By Alfonso A. Castillo
Newsday
RIVERHEAD, N.Y. — To cover up his theft of $100,000 from the Riverhead agricultural company that employed him, James Hogan stole another $100,000 from the Riverhead Fire District of which he was chairman, Suffolk prosecutors said yesterday in court.
The case against Hogan, 56, “amounts to a classic robbing Peter to pay Paul story,” Assistant District Attorney Mark Murray said.
Hogan, who was arrested at his home Tuesday night, pleaded not guilty to second-degree grand larceny, second-degree forgery and first-degree offering a false instrument for filing.
State Supreme Court Justice Robert W. Doyle ordered Hogan held on $50,000 cash bail. Hogan’s attorney, Francis Yakavoski of Riverhead, declined to comment.
Hogan worked as a salesman for the Long Island Cauliflower Association, which is based in Riverhead and sells farming supplies. Prosecutors say that in 2005 Hogan gave two customers unapproved discounts that cost the company $100,000.
To pay back the money, Hogan persuaded fellow fire district commissioners to invest $100,000 of district funds into the Cauliflower Association, with a promise of a 6-percent return, county prosecutors said.
Officials with the association did not return calls for comment. They have said Hogan was suspended from his job.
He is no longer chairman of the fire district.
When fire district officials began pressing Hogan for documentation of their investment, Hogan forged a letter on Long Island Cauliflower Association stationery purporting to ensure that the district’s money was safe, Murray said.
When his scheme was uncovered during an independent audit of the district earlier this year, Murray said, Hogan twice attempted suicide - including by plunging a knife into his chest in June.
Hogan left behind “farewell tapes” that include him “explaining that he was at fault and not to blame anybody else,” Murray said.
Hogan has since recovered from his injuries, but “the fire district is still out $100,000,” Murray said.
In a statement, fire district officials said yesterday that they were saddened by the indictment and disappointed in Hogan, but also called him “a friend and brother firefighter to all” and wished him and his family well.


* _Required action_: Word for word, copy the lines from the one with "The width and" to the last line of the data below, counting both, and keep every picture out.

* _Input data_:
::::::

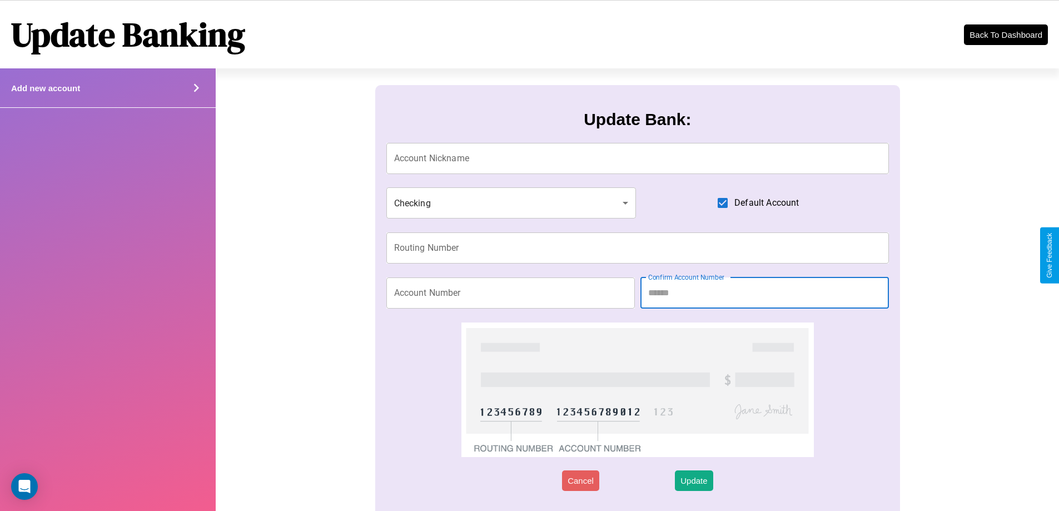 The image size is (1059, 511). What do you see at coordinates (24, 487) in the screenshot?
I see `div: Open Intercom Messenger` at bounding box center [24, 487].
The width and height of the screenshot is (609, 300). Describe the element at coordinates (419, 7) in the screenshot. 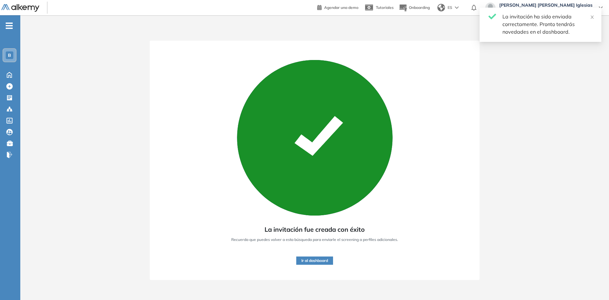

I see `span: Onboarding` at that location.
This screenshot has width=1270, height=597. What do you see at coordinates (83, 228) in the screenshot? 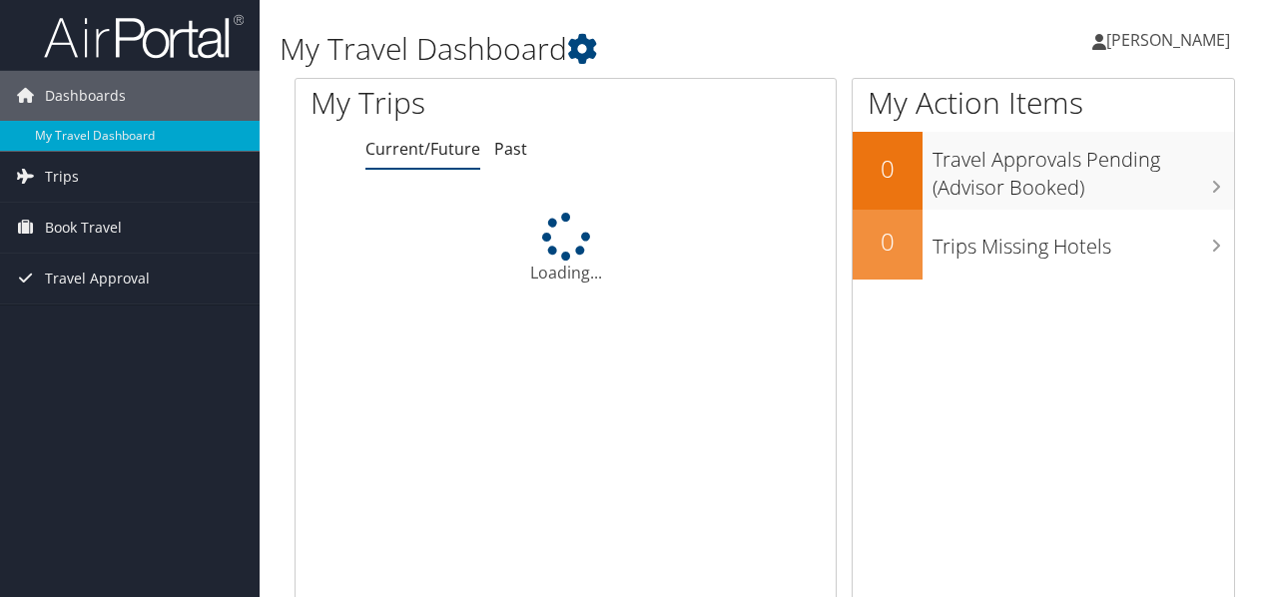
I see `span: Book Travel` at bounding box center [83, 228].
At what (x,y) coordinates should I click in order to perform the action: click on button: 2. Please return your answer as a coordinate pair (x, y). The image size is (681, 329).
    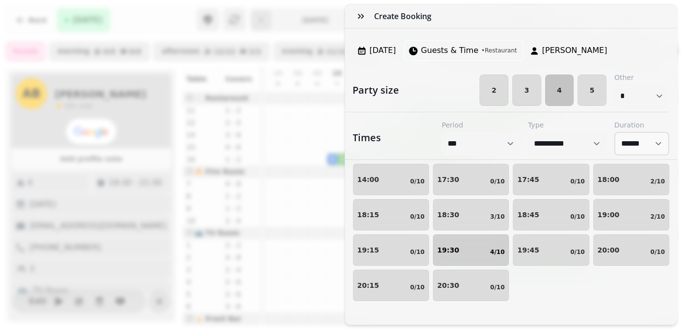
    Looking at the image, I should click on (494, 90).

::::::

* _Exercise response_:
The width and height of the screenshot is (609, 300). Describe the element at coordinates (419, 7) in the screenshot. 

I see `span: Onboarding` at that location.
This screenshot has width=1270, height=597. What do you see at coordinates (83, 228) in the screenshot? 
I see `span: Book Travel` at bounding box center [83, 228].
At what (x,y) coordinates should I click in order to perform the action: click on button: 2. Please return your answer as a coordinate pair (x, y). The image size is (681, 329).
    Looking at the image, I should click on (494, 90).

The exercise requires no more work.